● What needs to be done
Only one stretch of lines is wanted: the line with "Find the location" through the final line of the material. Restate it word for word, minus pictures.

.....

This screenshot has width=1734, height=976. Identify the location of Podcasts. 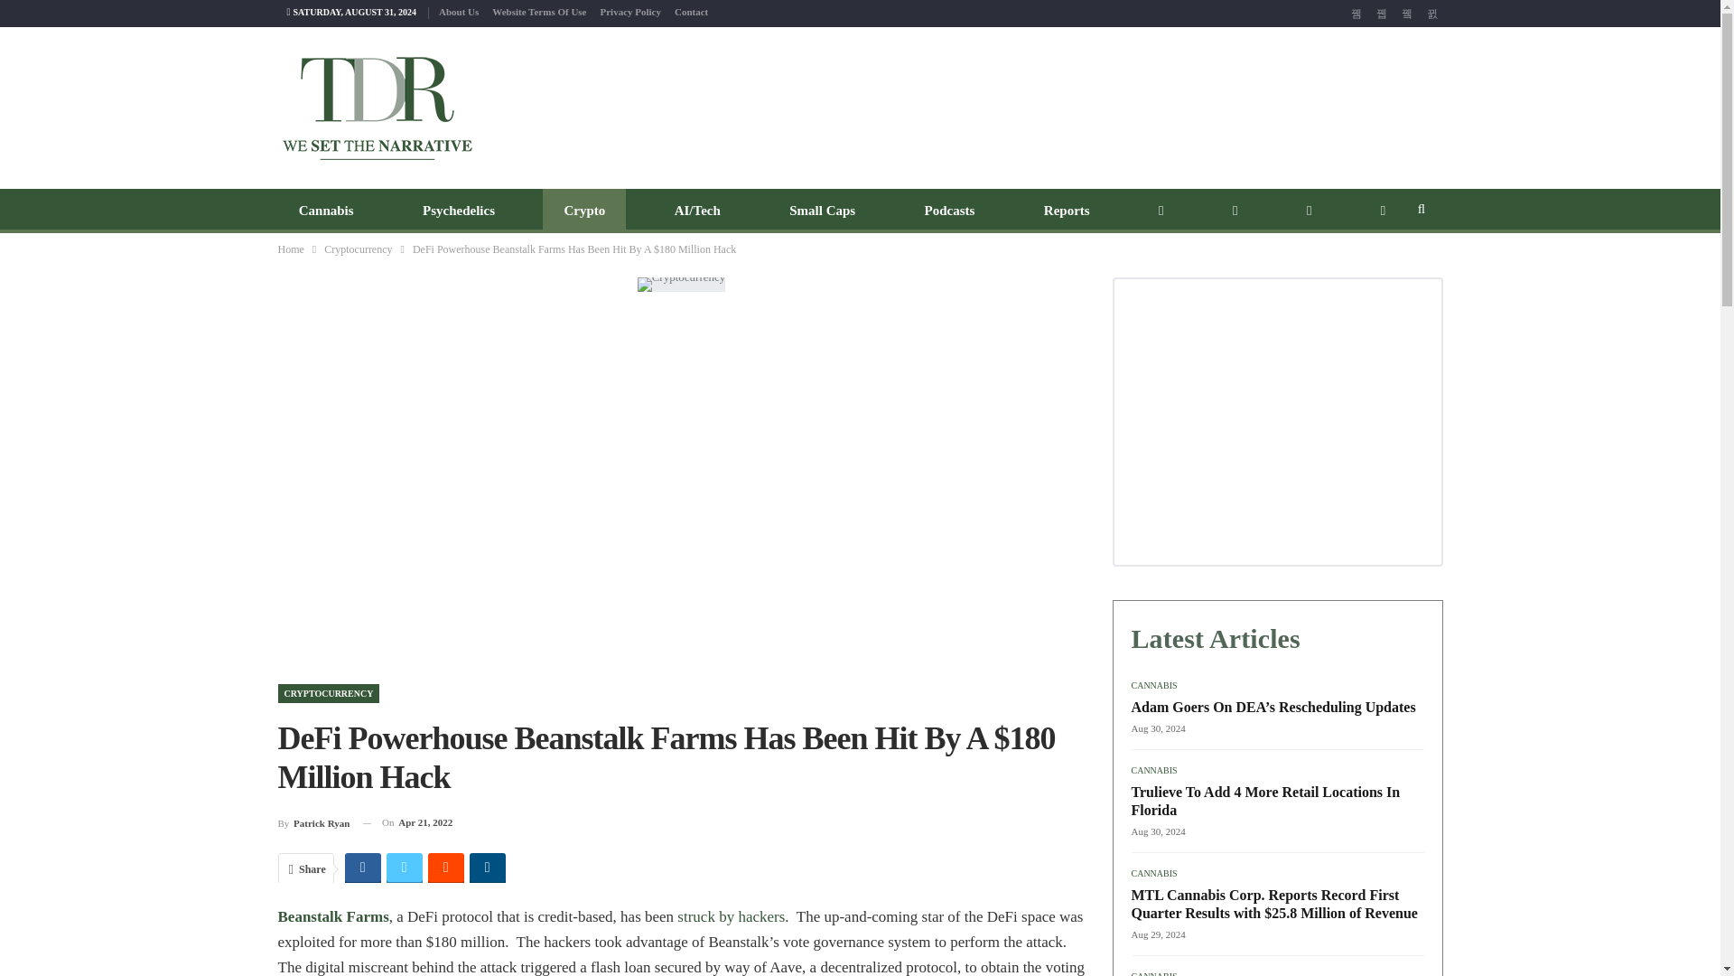
(949, 210).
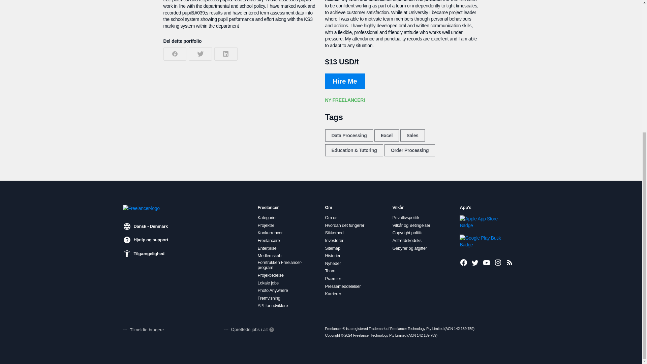 Image resolution: width=647 pixels, height=364 pixels. What do you see at coordinates (387, 136) in the screenshot?
I see `Excel` at bounding box center [387, 136].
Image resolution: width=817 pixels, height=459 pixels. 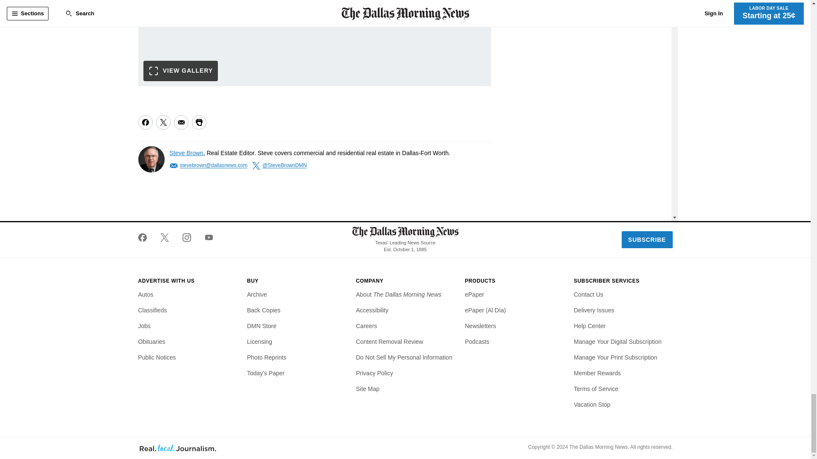 I want to click on Share via Email, so click(x=180, y=122).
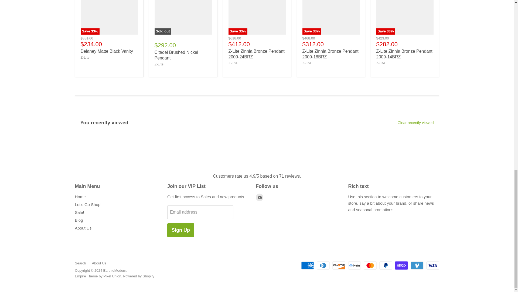 This screenshot has width=518, height=292. Describe the element at coordinates (339, 265) in the screenshot. I see `Discover` at that location.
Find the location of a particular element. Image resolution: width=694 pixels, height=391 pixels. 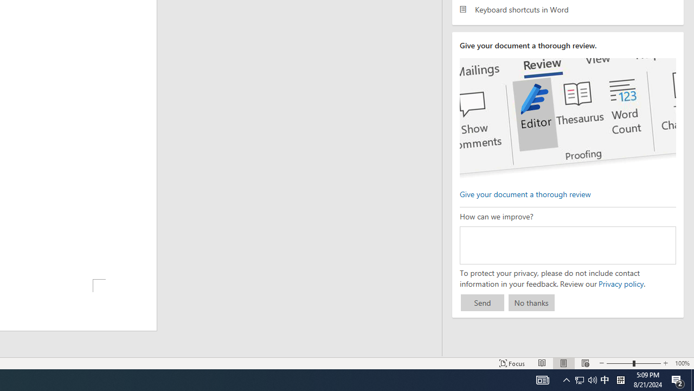

Keyboard shortcuts in Word is located at coordinates (568, 9).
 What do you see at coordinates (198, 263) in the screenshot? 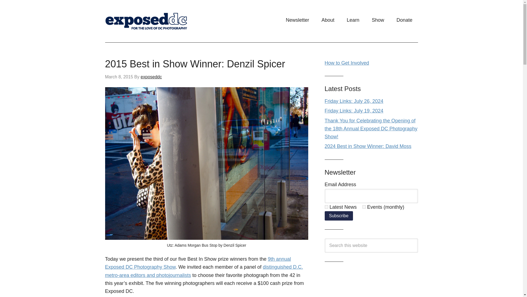
I see `Exposed DC Photography Show Opens March 12` at bounding box center [198, 263].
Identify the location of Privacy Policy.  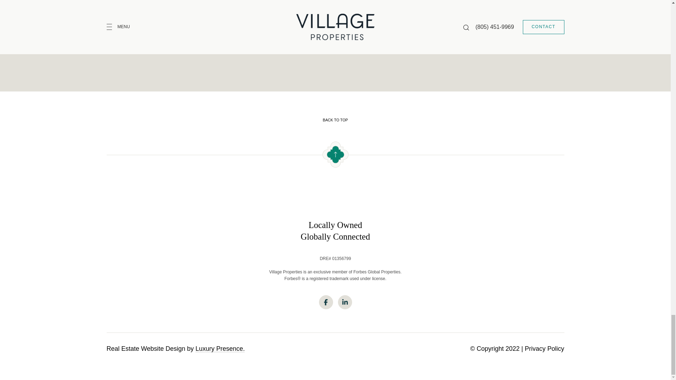
(423, 7).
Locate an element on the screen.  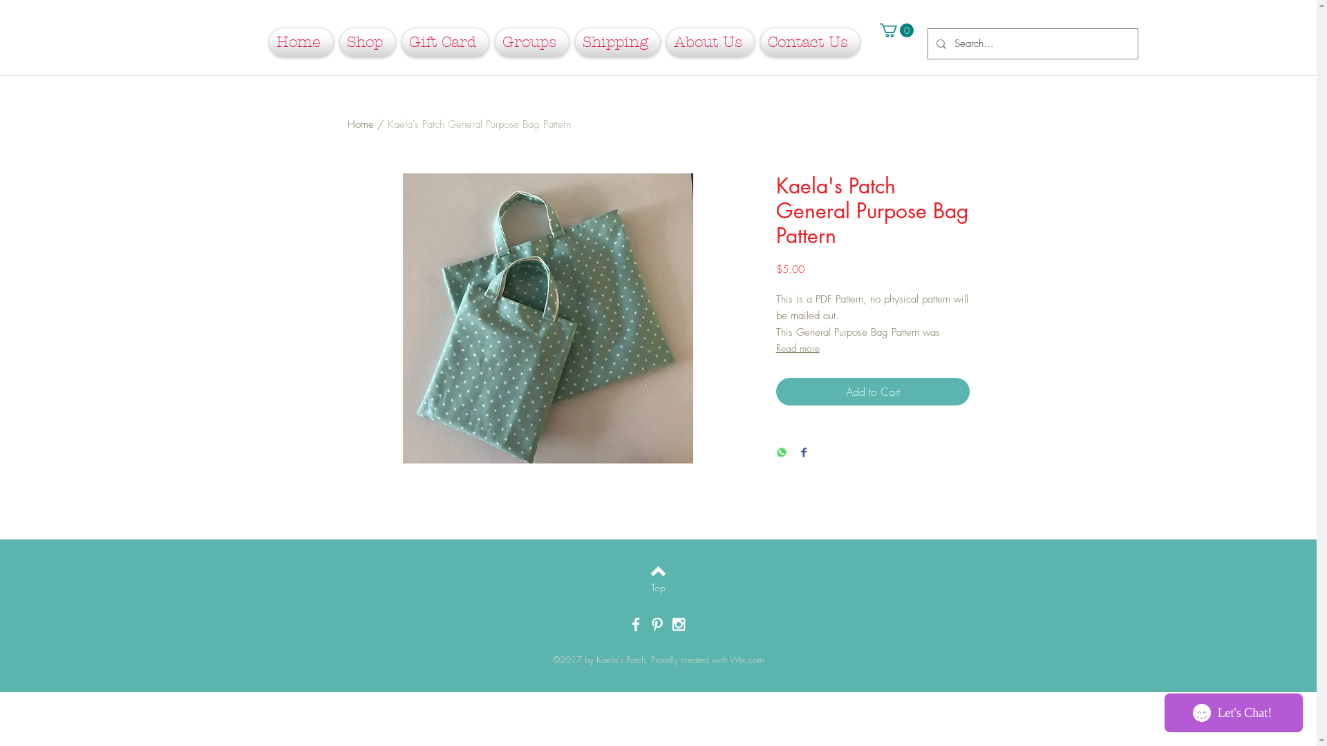
Contact Us is located at coordinates (809, 43).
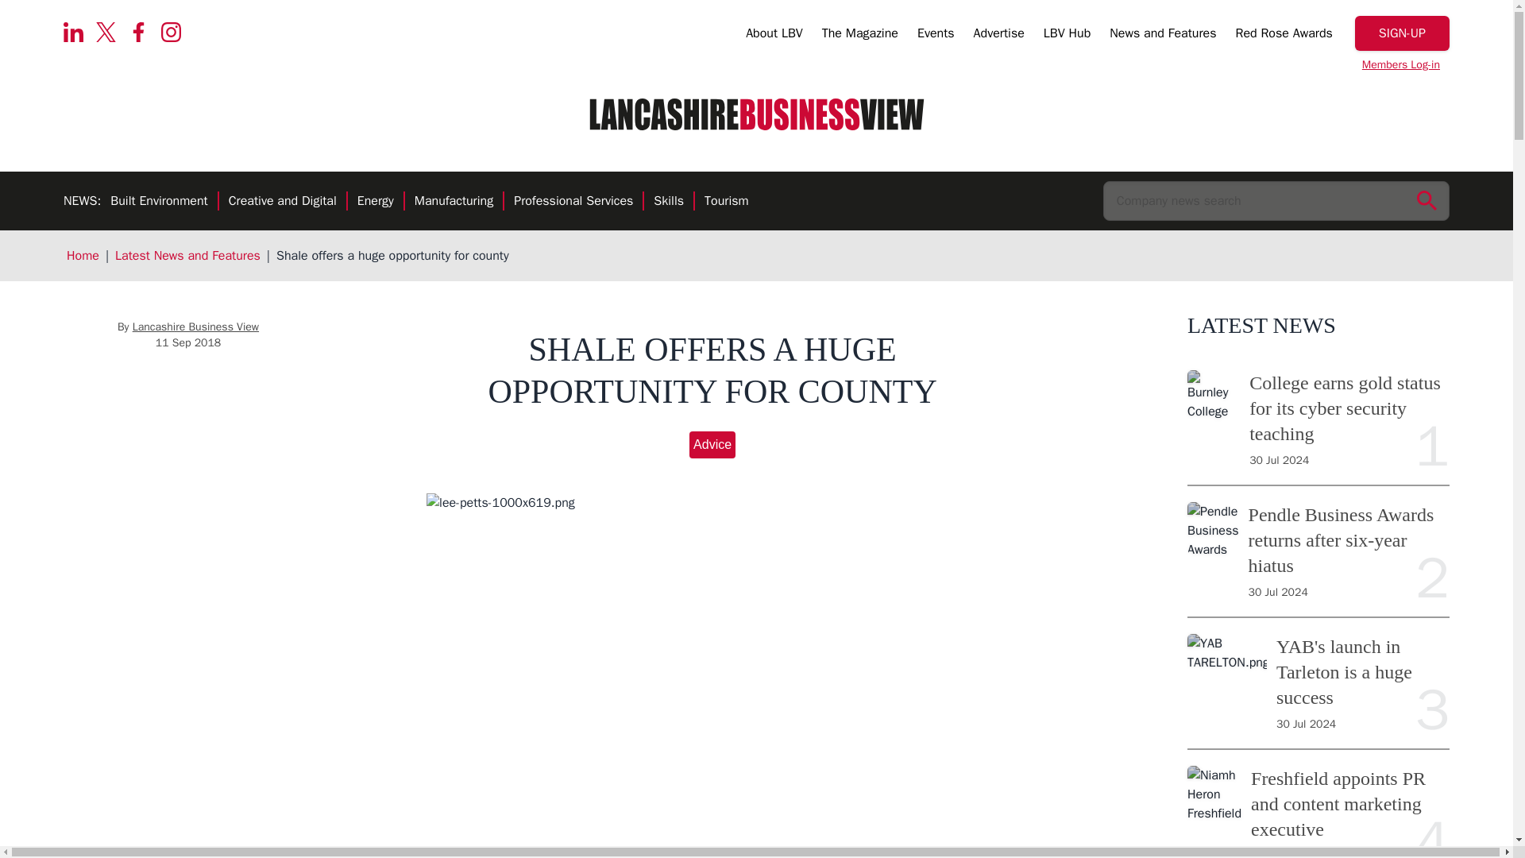  Describe the element at coordinates (774, 36) in the screenshot. I see `About LBV` at that location.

.....

● Completed task
Find the location of a particular element. Image resolution: width=694 pixels, height=391 pixels. 

Keyboard shortcuts in Word is located at coordinates (568, 9).
 What do you see at coordinates (198, 263) in the screenshot? 
I see `Exposed DC Photography Show Opens March 12` at bounding box center [198, 263].
Identify the location of Privacy Policy.  
(423, 7).
Locate an element on the screen.  
Contact Us is located at coordinates (809, 43).
  Describe the element at coordinates (774, 36) in the screenshot. I see `About LBV` at that location.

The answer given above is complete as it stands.